If you were to do the TDI sequence in order, you would not begin learning any decompression until you reached the third class; with PADI you start that right away.
That seems a bit disingenuous. Intro is not a prerequisite to anything. And, as you yourself observed later, AN and DP are pretty much always taught together. When I took it, Intro was also included as part of the same class. So, in real life, if you go with TDI, you not only start learning about deco in the first class, you are certified for unlimited deco, 100% O2, and 45m/150' depth after that first class.
And, in fact, you can include Helitrox in that class as well(*). I.e. one class that nets you Intro, AN, DP, and Helitrox. So, after your first class you can do unlimited deco, use 100% O2, AND use up to 20% Helium, with a max depth of 45m/150'. My read of the standards is that the required # of dives (6) is the same, whether it's only AN/DP or all 4 things combined. So it is legitimately just one class, too. Not multiple classes simply taught serially.
*as long as you have Nitrox, Advanced with Deep specialty, and 50 dives.
From my perspective from gas management and deco gas management point it's from gas logistics point of view no longer a 1 stage dive. My gas consumption is reasonable but I would need without thinking about min gas almost a full double 80cft set to make that dive... on deco if you account for a lost deco gas scenario (so deco reserves for your buddy) you are cutting it quite slim for that kind of deco time on 1 deco stage.
So while I obviously don't know all the details of your dive... I don't think it's a great example to make because more prudent divers would probably calculate that dive as a multi stage dive, which is definitely not TDI AN/DP curriculum. *
PS: I did a TDI AN class in 2006, and at least at that time it definitely was limited deco on a deco gas (remember 15 minutes of accelerated deco).
For the record, that dive was me with double 120s and my buddy with double 100s. So, ample back gas. We each had an AL80 of EAN80 for deco. Per our training (my buddy was trained by the same instructor as I was), we planned our deco gas using conservative SAC rates and such that each of us needed well less than half the cylinder of deco gas we were carrying. So, if I lost my deco gas, he would share his and vice versa. We both felt like we were being reasonably conservative (no, not super conservative - we didn't feel like the anticipated dive conditions warranted being super conservative - warm water, decent viz, little current, no penetration, not a huge wreck site) in our gas planning and that we would have no problem accommodating a scenario where either one of us lost our deco gas.
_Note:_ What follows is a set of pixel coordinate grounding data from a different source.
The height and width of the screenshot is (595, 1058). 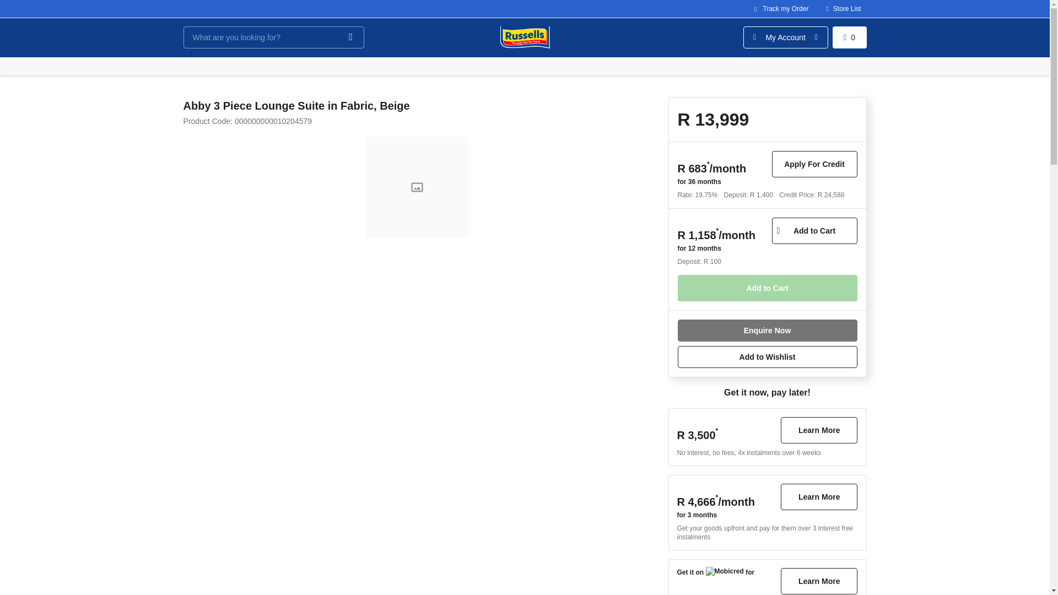 I want to click on Search, so click(x=351, y=37).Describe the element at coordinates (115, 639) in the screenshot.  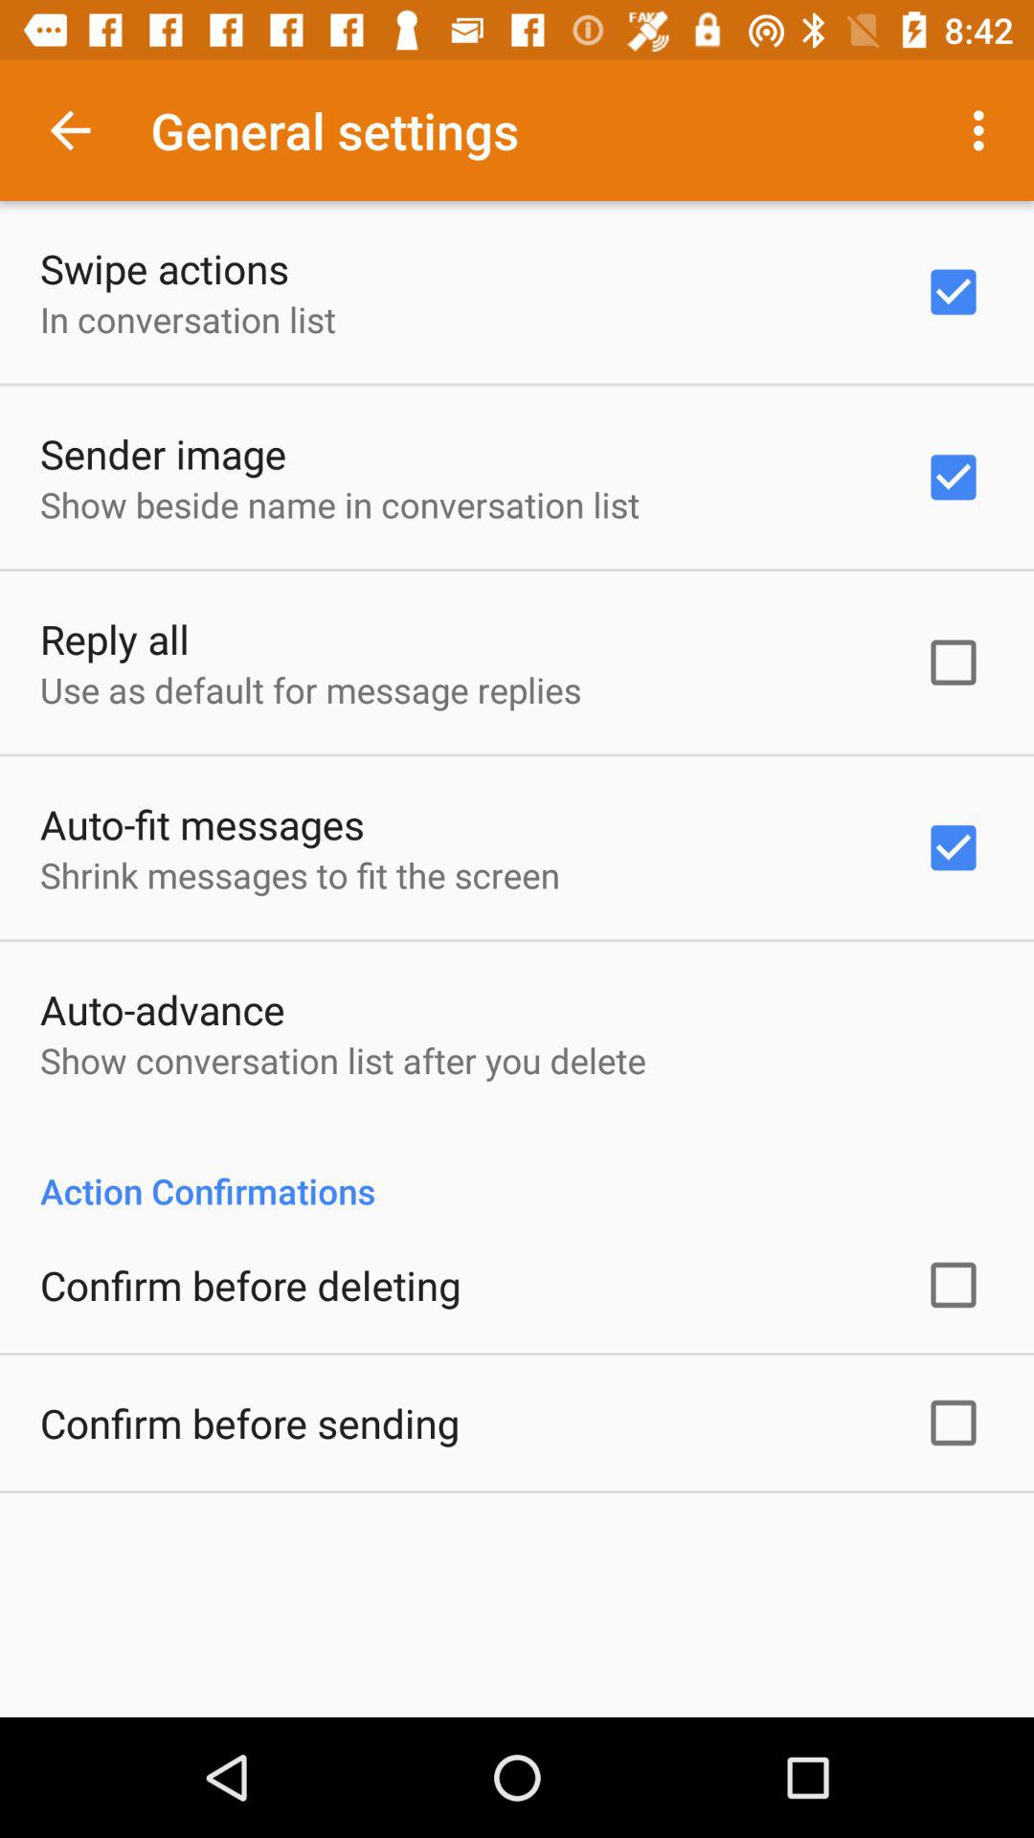
I see `choose app above use as default` at that location.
We had enough back gas in reserve that either one of us could have finished deco (on 80%) left the other breathing back gas, gone up to the boat, retrieved another cylinder of 80% (of which we had 3 extra 40s, in addition to the 80 we were each carrying), and brought it back down. But, since we were both carrying more than twice what either of us needed, that was an extremely remote possibility. And, in fact, we both got out with WELL over half our deco gas remaining. The only way we would have needed help from someone else is if we both lost our deco gas (or both lost our back gas).
I don't think our plan was imprudent. I do agree it would have had a shorter runtime if we had been able to employ 2 deco gases. But, neither of us were trained for that, so we maximized the usage of our training without exceeding it. Also, as I said, AN/DP standards do allow for the instructor to teach use of multiple deco gases. Our instructor simply chooses not to.
When you did TDI AN, did you also do TDI DP? Regardless, it does sound like the curriculum and standards have changed sometime in the last 11 years. I guess that's to be expected.